Will Taylor, the chairperson for the diesel competition portion of the event and a professor in the diesel program at Northern, said 13 students from Havre High School and the college will be competing this year.
“It’s an honor to be able to host these continually,” Taylor said.
Nine college students and six high school students from Havre will be testing themselves in various skills such as finding and solving problems in engines.
There will be 13 stations where the students look at a vehicle, Taylor said. The college students will be looking at a semi-trailer and high school students will be looking at a pickup truck.
The competitors’ names are kept as secret as possible from organizers before set-up for the competition.
“We do our best to make sure we don’t know much about the students who are competing to level out the playing field,” Taylor said.

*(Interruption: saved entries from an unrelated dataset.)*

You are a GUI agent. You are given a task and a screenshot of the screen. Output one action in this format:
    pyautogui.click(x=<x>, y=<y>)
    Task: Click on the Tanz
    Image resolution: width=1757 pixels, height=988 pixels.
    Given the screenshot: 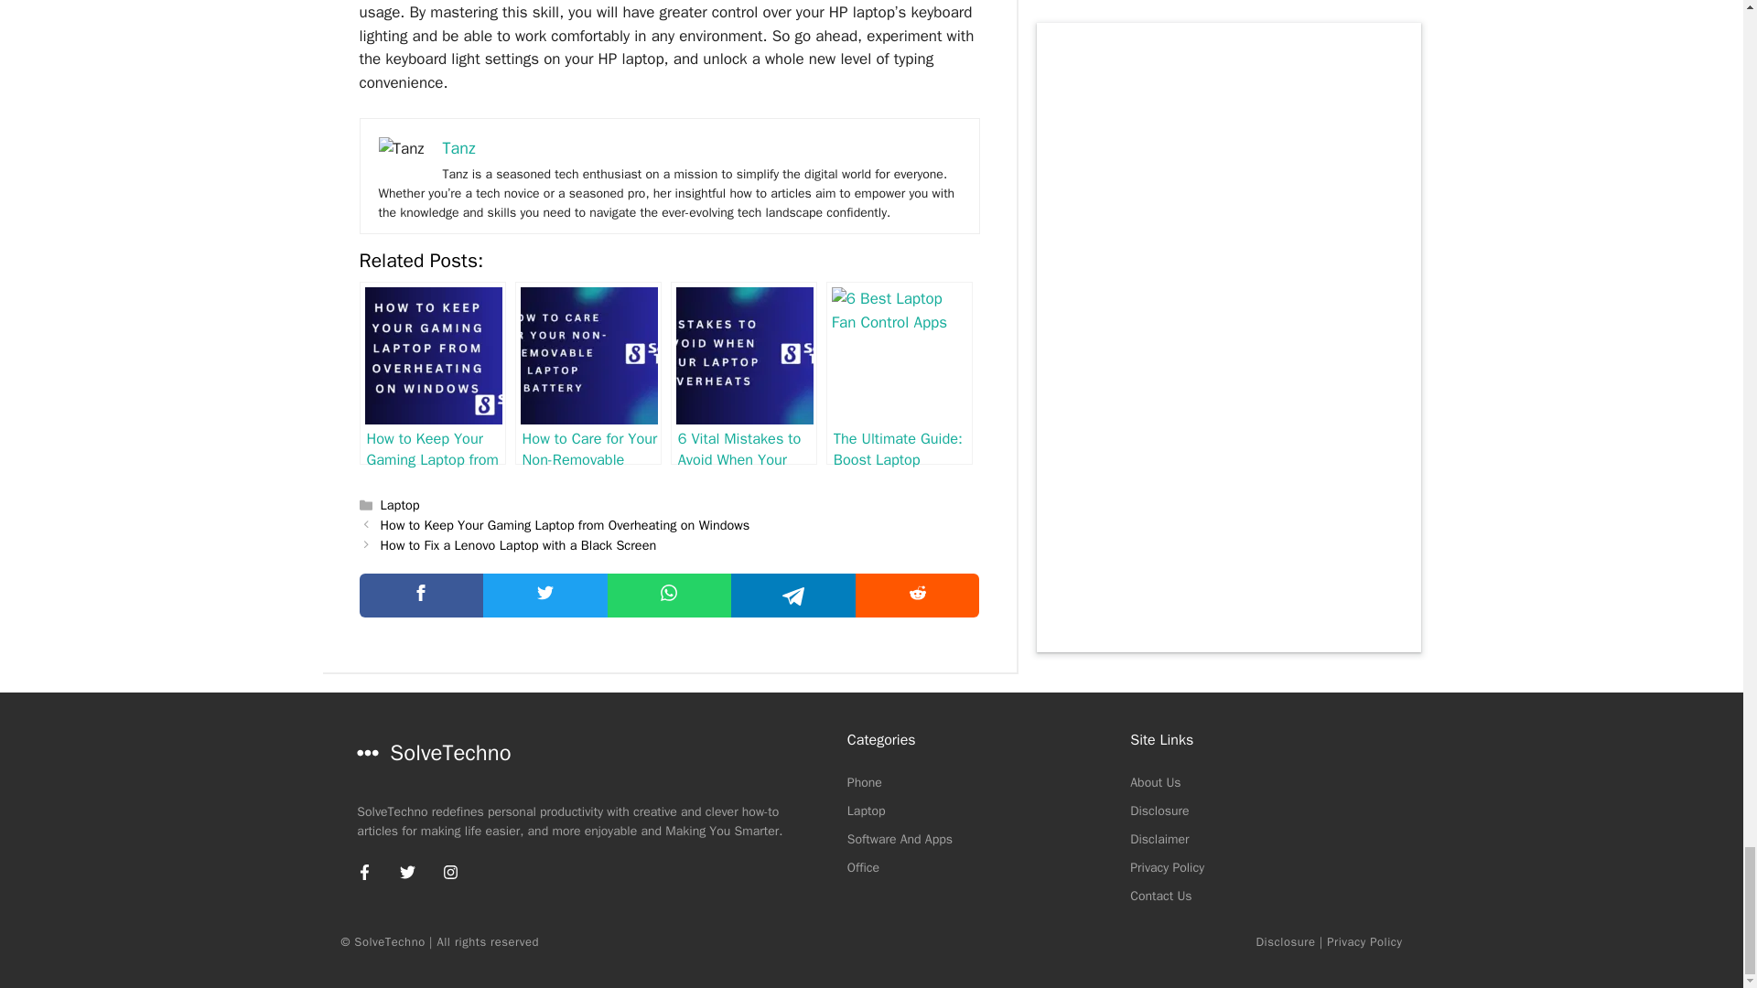 What is the action you would take?
    pyautogui.click(x=458, y=148)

Taylor said this is to avoid any students from gaining an unfair advantage. All students will be able to see the stations and take photos if they would like to see what they are up against prior to the start of the competition.
Taylor said the students will test the vehicle’s heating, ventilation and air conditioning systems, hydraulics and engines. Afterward, the students must complete a technical writing task. They will have to write a work order that companies and customers could understand easily.
This is a statewide competition by definition, Taylor said, but mostly only Billings and Havre partake in it.
“We’re trying to get others, but we can’t force them to come,” Taylor said.
Taylor said the competition is an opportunity for students to test themselves and their knowledge and find where they excel and where they are lacking.
The competition is not judged on whether or not they solve the problem but how they solve it. The competitors are judged on factors like workmanship and safety. If they just jump in and start cutting wires haphazardly, that takes their score down, Taylor said.
“They have to not only be able to solve the problem, but solve it efficiently, with minimal collateral damage,” Taylor said.
This is the fourth year Taylor has been helping organize the competition, and he has only seen one student from Northern take first in this state competition. The student couldn’t go to the national championships due to costs, Taylor said.
The national competition will be in Kansas City this year from June 23 to 27.